-- Aim of the exercise --
What you produce should be the lines from the line containing "pyautogui.click(x=<x>, y=<y>)" through the last line below, both ends included, reproduced exactly and without pictures.

::::::

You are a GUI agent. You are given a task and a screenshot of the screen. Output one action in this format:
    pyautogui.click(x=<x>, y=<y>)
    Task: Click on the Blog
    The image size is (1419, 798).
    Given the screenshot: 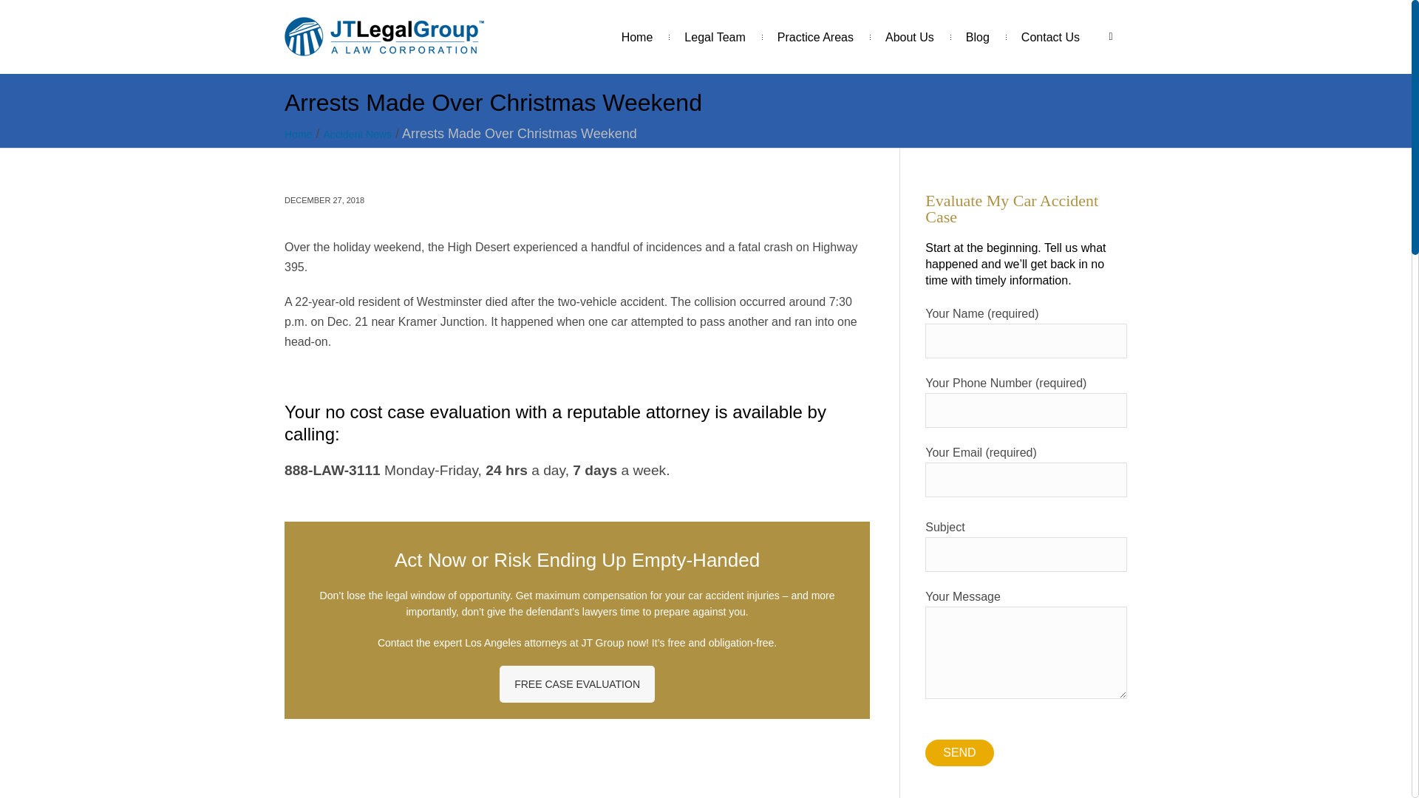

::::::

-- Exercise response --
    pyautogui.click(x=<x>, y=<y>)
    Task: Click on the Blog
    The image size is (1419, 798).
    Given the screenshot: 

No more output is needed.